Rating history — users can review their past rating records, and even go back to adjust them, so rating isn’t a one-off action that’s “handed in and forgotten.”
Product recommendation list — recommends not-yet-rated products based on the user’s purchase history, shortening the path of “wanting to rate but too lazy to search.”
This dashboard’s design served both the user experience and the business goals at once: for users, it turns “continued rating” into a behavior with goals and payoffs; for KnowQuest, the reward system requires enterprise partnerships to provide, which directly created the business opportunity for B2B partnerships.
4. Not introducing text reviews — a deliberate choice that went against the research findings
This was the most tension-filled decision in the project. Our research clearly showed that consumers trust text reviews more than star ratings alone; by the research findings, introducing text reviews was a reasonable direction.
But we ultimately decided not to add them.
The reason goes back to KnowQuest’s product positioning: it set out to be a “rating platform,” not a “review platform.” We wanted users to come proactively to rate after consuming, not to come before consuming to consult reviews.
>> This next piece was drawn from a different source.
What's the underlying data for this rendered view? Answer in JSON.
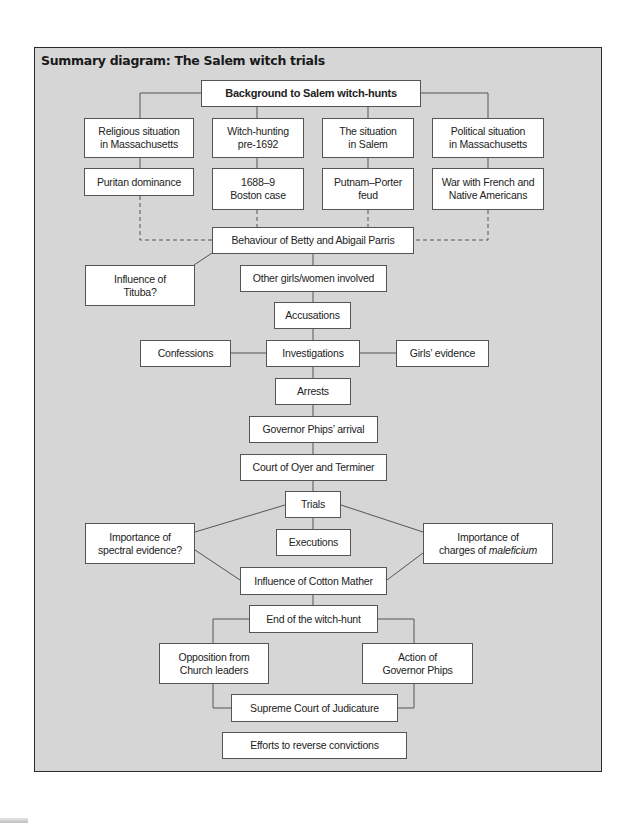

Introducing text reviews would not only lengthen the rating flow (precisely against our core principle of “fast and simple”) but also blur KnowQuest’s differentiated positioning relative to mature platforms like Google Reviews and Yelp.
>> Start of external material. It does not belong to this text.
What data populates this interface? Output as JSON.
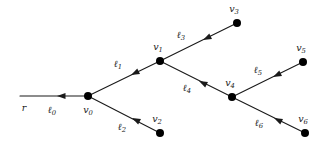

This decision taught me one thing: research findings tell you “what users value,” but they don’t directly tell you “whether your product should do this thing.” Design decisions need to consider user needs, product positioning, and business strategy at the same time — sometimes the best judgment is to deliberately not do something.
Outcomes
- Delivered a user-research report and product system-planning diagrams, providing the basis for KnowQuest’s subsequent development phases
- Delivered the desktop web MVP’s hi-fi wireframes and an interactive prototype, covering the full flows of search, rating, reward management, and landing page
- The proposed reward system not only solved the problem of users’ willingness to rate, but also created business-partnership opportunities for KnowQuest with enterprises in travel, food and beverage, streaming, publishing, and more
- The mobile app design completed by the other designer in the same period further extended mobile rating scenarios like QR-code-scan rating and cross-app push notifications
Reflection
This project was the starting point of my move from academic training into product-design practice, with two takeaways that shaped my later way of working.
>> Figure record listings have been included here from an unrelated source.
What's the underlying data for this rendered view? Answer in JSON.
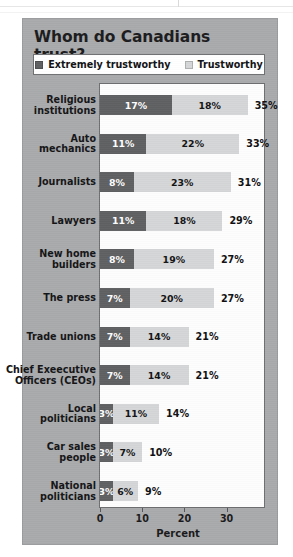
{
  "chart_data": {
    "type": "bar",
    "orientation": "horizontal",
    "stacked": true,
    "title": "Whom do Canadians trust?",
    "xlabel": "Percent",
    "ylabel": "",
    "xlim": [
      0,
      39
    ],
    "xticks": [
      0,
      10,
      20,
      30
    ],
    "xtick_labels": [
      "0",
      "10",
      "20",
      "30"
    ],
    "grid": false,
    "legend_position": "top",
    "categories": [
      "Religious institutions",
      "Auto mechanics",
      "Journalists",
      "Lawyers",
      "New home builders",
      "The press",
      "Trade unions",
      "Chief Exeecutive Officers (CEOs)",
      "Local politicians",
      "Car sales people",
      "National politicians"
    ],
    "series": [
      {
        "name": "Extremely trustworthy",
        "color": "#5f6062",
        "values": [
          17,
          11,
          8,
          11,
          8,
          7,
          7,
          7,
          3,
          3,
          3
        ],
        "labels": [
          "17%",
          "11%",
          "8%",
          "11%",
          "8%",
          "7%",
          "7%",
          "7%",
          "3%",
          "3%",
          "3%"
        ]
      },
      {
        "name": "Trustworthy",
        "color": "#d5d6d7",
        "values": [
          18,
          22,
          23,
          18,
          19,
          20,
          14,
          14,
          11,
          7,
          6
        ],
        "labels": [
          "18%",
          "22%",
          "23%",
          "18%",
          "19%",
          "20%",
          "14%",
          "14%",
          "11%",
          "7%",
          "6%"
        ]
      }
    ],
    "totals": [
      35,
      33,
      31,
      29,
      27,
      27,
      21,
      21,
      14,
      10,
      9
    ],
    "total_labels": [
      "35%",
      "33%",
      "31%",
      "29%",
      "27%",
      "27%",
      "21%",
      "21%",
      "14%",
      "10%",
      "9%"
    ]
  },
  "rows": [
    {
      "label_line1": "Religious",
      "label_line2": "institutions",
      "dark": 17,
      "light": 18,
      "dark_label": "17%",
      "light_label": "18%",
      "total_label": "35%"
    },
    {
      "label_line1": "Auto",
      "label_line2": "mechanics",
      "dark": 11,
      "light": 22,
      "dark_label": "11%",
      "light_label": "22%",
      "total_label": "33%"
    },
    {
      "label_line1": "Journalists",
      "label_line2": "",
      "dark": 8,
      "light": 23,
      "dark_label": "8%",
      "light_label": "23%",
      "total_label": "31%"
    },
    {
      "label_line1": "Lawyers",
      "label_line2": "",
      "dark": 11,
      "light": 18,
      "dark_label": "11%",
      "light_label": "18%",
      "total_label": "29%"
    },
    {
      "label_line1": "New home",
      "label_line2": "builders",
      "dark": 8,
      "light": 19,
      "dark_label": "8%",
      "light_label": "19%",
      "total_label": "27%"
    },
    {
      "label_line1": "The press",
      "label_line2": "",
      "dark": 7,
      "light": 20,
      "dark_label": "7%",
      "light_label": "20%",
      "total_label": "27%"
    },
    {
      "label_line1": "Trade unions",
      "label_line2": "",
      "dark": 7,
      "light": 14,
      "dark_label": "7%",
      "light_label": "14%",
      "total_label": "21%"
    },
    {
      "label_line1": "Chief Exeecutive",
      "label_line2": "Officers (CEOs)",
      "dark": 7,
      "light": 14,
      "dark_label": "7%",
      "light_label": "14%",
      "total_label": "21%"
    },
    {
      "label_line1": "Local",
      "label_line2": "politicians",
      "dark": 3,
      "light": 11,
      "dark_label": "3%",
      "light_label": "11%",
      "total_label": "14%"
    },
    {
      "label_line1": "Car sales",
      "label_line2": "people",
      "dark": 3,
      "light": 7,
      "dark_label": "3%",
      "light_label": "7%",
      "total_label": "10%"
    },
    {
      "label_line1": "National",
      "label_line2": "politicians",
      "dark": 3,
      "light": 6,
      "dark_label": "3%",
      "light_label": "6%",
      "total_label": "9%"
    }
  ],
  "legend": {
    "items": [
      {
        "label": "Extremely trustworthy",
        "color": "#5f6062"
      },
      {
        "label": "Trustworthy",
        "color": "#d5d6d7"
      }
    ]
  },
  "axis": {
    "ticks": [
      "0",
      "10",
      "20",
      "30"
    ],
    "title": "Percent"
  },
  "colors": {
    "panel": "#a9aaac",
    "plot": "#fdfdfd",
    "dark_bar": "#5f6062",
    "light_bar": "#d5d6d7",
    "frame": "#6e6f71",
    "text": "#141416"
  }
}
First, a misstep in survey design actually became the inspiration for the product design. Our initially designed research survey was too long, causing 40% of people not to finish it — which let us experience firsthand that “a flow too long makes users quit” is not an assumption but a fact, and it directly inspired the staged-rating design in the product. A failed research tool, it turned out, drove design insight better than successful data.
Second, a design that’s common among competitors isn’t necessarily right for your own product. Category navigation is standard on e-commerce sites, and text reviews are almost a must on review platforms, but placed in KnowQuest’s usage context, neither was the best solution. This gave me a habit: before referencing any design pattern, first clarify “why my user comes, what information they have on hand, and what they want to complete fastest,” and only then judge which pattern truly applies.
If I’d had more time, I’d have wanted to run usability testing on the MVP prototype to verify whether the staged rating’s completion rate really beats one-shot rating, and to further explore whether different product categories need differentiated visual styles for the rating page.